The Department of American Culture and Literature warmly invite you to: “Beyond Empty Homogeneity: Rethinking Serial Form”
Kyra Sutton
Date: Wednesday, February 28
Time: 16:30-18:00
Location: G-160
Abstract: Across literary studies, film studies, game studies, and critical theory, recent decades have seen a flurry of interest in “the serial”—a form dynamized by a tension between, to draw on Clare Pettitt, “the relation of parts and their separation.” Yet most of these treatments of the serial understand it, following the work of Benedict Anderson, as a quintessentially secular modern form functioning within “homogeneous, empty time.” Against this conceptual lineage, my presentation offers an alternative reading of the serial, examining the form as it operates beyond the secular, and thus reading for form to revise and re-vision our conceptions of the American present. To that end, I turn to Fred Moten’s All That Beauty (2019)—a poetry collection that can be characterized, I argue, by an iterative serial quality, and in which seriality is explicitly thematized. By focusing on the “cuts” of the serial—on that which lies between each term of the series—I offer a reading of the form that reveals it to be more than linear, continuous, and forward-facing. I thus see All That Beauty as an instance of heterogeneity and density within the American serial, reading the text not as a source of alterity to the present—as somehow non-contemporaneous or “premodern”—but as troubling our definitions of the secular modern and the serial itself.
Bio: Kyra Sutton is a PhD candidate in the department of Rhetoric at the University of California, Berkeley, where she is also completing a designated emphasis in Critical Theory.
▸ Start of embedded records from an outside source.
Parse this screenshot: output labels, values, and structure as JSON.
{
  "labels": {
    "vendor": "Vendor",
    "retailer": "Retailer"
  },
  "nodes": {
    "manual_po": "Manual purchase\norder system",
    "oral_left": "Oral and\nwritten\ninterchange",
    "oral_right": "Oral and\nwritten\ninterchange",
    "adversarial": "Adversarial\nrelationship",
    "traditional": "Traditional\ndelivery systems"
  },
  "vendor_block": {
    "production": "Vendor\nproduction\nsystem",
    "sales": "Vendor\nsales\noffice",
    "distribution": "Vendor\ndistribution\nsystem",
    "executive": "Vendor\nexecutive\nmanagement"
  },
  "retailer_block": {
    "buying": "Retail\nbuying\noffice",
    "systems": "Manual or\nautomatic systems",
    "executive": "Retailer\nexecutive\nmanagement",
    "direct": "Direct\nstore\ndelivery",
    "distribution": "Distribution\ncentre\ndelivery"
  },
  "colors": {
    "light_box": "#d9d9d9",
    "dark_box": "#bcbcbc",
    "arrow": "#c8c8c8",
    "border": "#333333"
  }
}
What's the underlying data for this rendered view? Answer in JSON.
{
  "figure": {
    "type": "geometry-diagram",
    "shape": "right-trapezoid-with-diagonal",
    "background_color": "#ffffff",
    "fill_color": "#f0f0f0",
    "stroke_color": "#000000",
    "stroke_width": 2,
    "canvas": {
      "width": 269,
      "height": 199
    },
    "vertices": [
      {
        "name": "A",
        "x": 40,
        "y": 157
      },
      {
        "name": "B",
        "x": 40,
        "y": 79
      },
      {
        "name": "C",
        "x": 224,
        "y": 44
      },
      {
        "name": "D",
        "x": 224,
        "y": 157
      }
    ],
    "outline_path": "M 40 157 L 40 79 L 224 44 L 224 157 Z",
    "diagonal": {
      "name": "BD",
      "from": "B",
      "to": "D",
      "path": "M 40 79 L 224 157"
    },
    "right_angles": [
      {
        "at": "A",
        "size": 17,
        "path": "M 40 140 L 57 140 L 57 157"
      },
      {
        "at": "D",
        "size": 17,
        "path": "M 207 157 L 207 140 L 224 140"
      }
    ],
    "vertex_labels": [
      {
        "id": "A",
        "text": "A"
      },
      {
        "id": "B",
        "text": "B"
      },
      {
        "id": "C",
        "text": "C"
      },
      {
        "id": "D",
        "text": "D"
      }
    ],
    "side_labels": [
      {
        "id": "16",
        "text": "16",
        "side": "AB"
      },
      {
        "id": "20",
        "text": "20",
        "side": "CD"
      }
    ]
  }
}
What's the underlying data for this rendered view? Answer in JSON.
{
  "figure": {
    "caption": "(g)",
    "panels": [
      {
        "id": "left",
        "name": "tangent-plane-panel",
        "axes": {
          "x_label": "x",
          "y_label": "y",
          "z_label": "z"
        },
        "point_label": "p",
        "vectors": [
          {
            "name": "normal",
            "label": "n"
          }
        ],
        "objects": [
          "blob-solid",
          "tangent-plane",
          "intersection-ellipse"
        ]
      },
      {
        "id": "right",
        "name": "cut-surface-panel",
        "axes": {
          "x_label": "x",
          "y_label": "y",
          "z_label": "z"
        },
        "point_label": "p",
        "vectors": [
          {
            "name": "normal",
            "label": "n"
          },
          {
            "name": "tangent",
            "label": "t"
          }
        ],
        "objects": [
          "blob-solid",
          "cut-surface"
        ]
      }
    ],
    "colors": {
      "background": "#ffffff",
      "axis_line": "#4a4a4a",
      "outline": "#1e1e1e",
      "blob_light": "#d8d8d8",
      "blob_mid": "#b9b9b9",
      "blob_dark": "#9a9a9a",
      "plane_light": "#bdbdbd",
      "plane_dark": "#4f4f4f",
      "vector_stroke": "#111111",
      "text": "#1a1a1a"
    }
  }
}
She teaches and writes at the intersection of contemporary Anglo-American literature, critical theory, and critical religion and secularism studies. Her current project, The Secular Undone: Contemporary Anglo-American Literature and the Question of Time, mobilizes critical theories of religion and secularism to examine the temporality of form in contemporary Anglo-American literature and interrogate the secularist assumptions of literary studies. Her work has appeared or is forthcoming in CR: The New Centennial Review, qui parle, and edited volumes.